I work hard for the audience. It's entertainment. I don't need validation.
We must adjust our value systems and work to modify today's societies, in which economic interests are carried to the extreme and irrationally produce not merely objects, but weapons of war. These societies don't care about the destruction of the planet and mankind as long as they earn profits - it can't go on like this.
Work is valued by the social value of the worker.
Why are we not valuing the word 'feminism' when there is so much work to be done in terms of empowerment and emancipation of women everywhere?
I wanted to write about women and their work, and about valuing the work we, as women, choose to do. Too many women I knew disparaged their work. Many working mothers thought they ought to be home with their children instead, so they carried around too much guilt to enjoy much job satisfaction.
Even up here on Vancouver on the weekends, I go work out in a studio space.
If I've done my work well, I vanish completely from the scene. I believe it is invasive of the work when you know too much about the writer.
Usually I am on a work for a long stretch, until a moment arrives when the air of the arbitrary vanishes, and the paint falls into positions that feel destined.

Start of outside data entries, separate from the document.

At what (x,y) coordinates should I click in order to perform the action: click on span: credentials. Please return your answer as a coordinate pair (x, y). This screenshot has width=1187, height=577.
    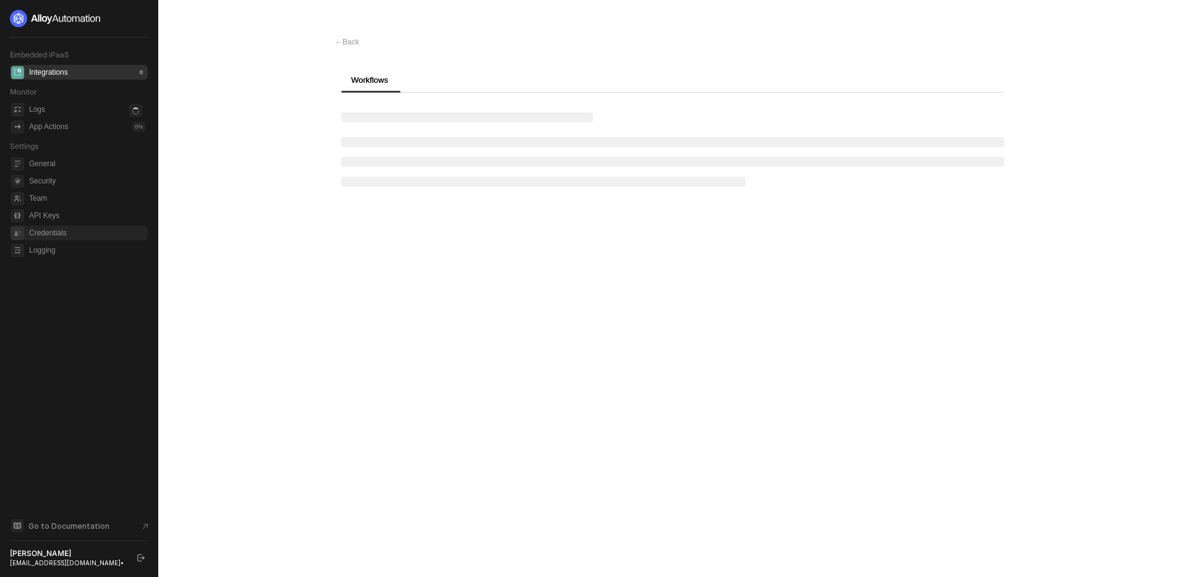
    Looking at the image, I should click on (17, 233).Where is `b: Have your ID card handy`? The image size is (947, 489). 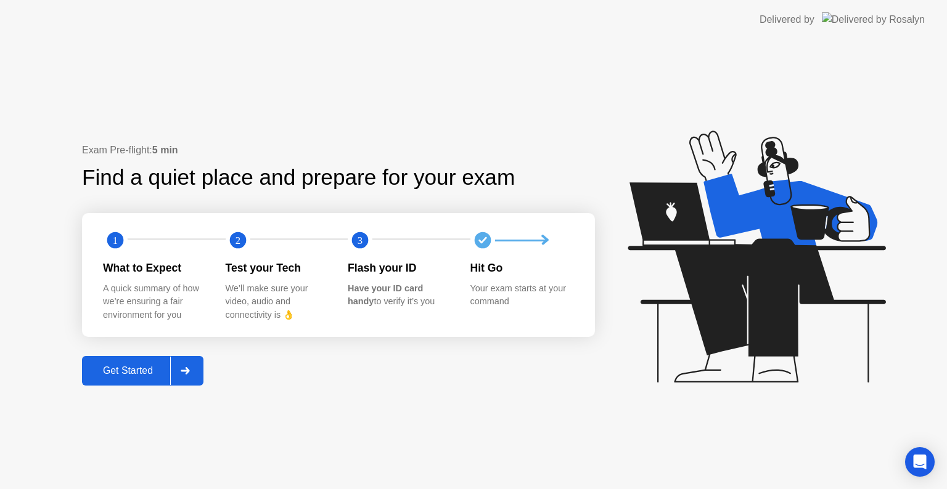 b: Have your ID card handy is located at coordinates (385, 295).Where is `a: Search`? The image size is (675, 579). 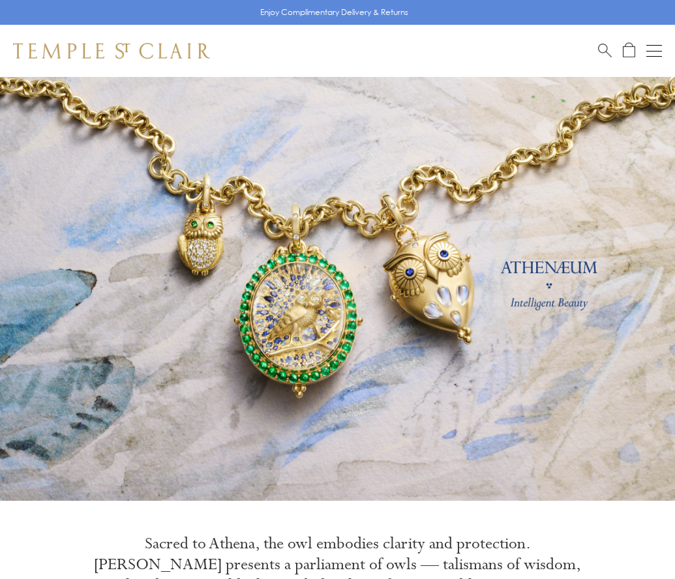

As fantastic as it is to have 'Vogue' and 'Vanity Fair' as places to work, I don't often get to shoot the kind of things I like to photograph in the way I like to photograph.
For me, whatever vantage point that I'm serving, I'm going to be an advocate and do the work to actualize my values.
A lot of times, we talk about black people as if being black is all they are. They get up, go to work... and are as complex and interesting and variable as any other group of people. We don't often capture that or write about it.
You think that your life is going to be one way, and then, for various reasons or whatever, it doesn't work out.
I've always been able to work as an actor and support my family and did great jobs, and more often than not, I got to turn down jobs that I didn't really want to do for various reasons or refuse to work with people I didn't like - and there are quite a few.
Things didn't quite work out at Manchester United for various reasons, but that's in the past.
I work with the options I have in front of me and my reasons for choosing a job can vary enormously depending on the circumstances. Sometimes I take a job because it's a group of people I'm dying to work with, and sometimes it can be a desire to shake things up a bit and not to take myself too seriously.
For better or worse, I have a lot of vaudeville circus skills that you just can't showcase in Aaron Sorkin's work.
If the vegan diet doesn't work out for you, at least you can do something for animals - whether that's the way you eat or the way you dress, everything helps, really.
Successful writers say you should never work from a desk with a view, and the view I have from this one is a huge distraction. There's a garden bursting with fresh vegetation, and just beyond the high wall at the end of it, I can see the sign of the local pub across the road. Distractions, eh? I'm so easily led.
Even when influential political and media figures vehemently complained about the criticisms I wrote, Salon's editors unfailingly stood behind my work.
I felt it was really, really important, not just in the vein of feminist erasure or whatever but also just as an artist that I honored my work.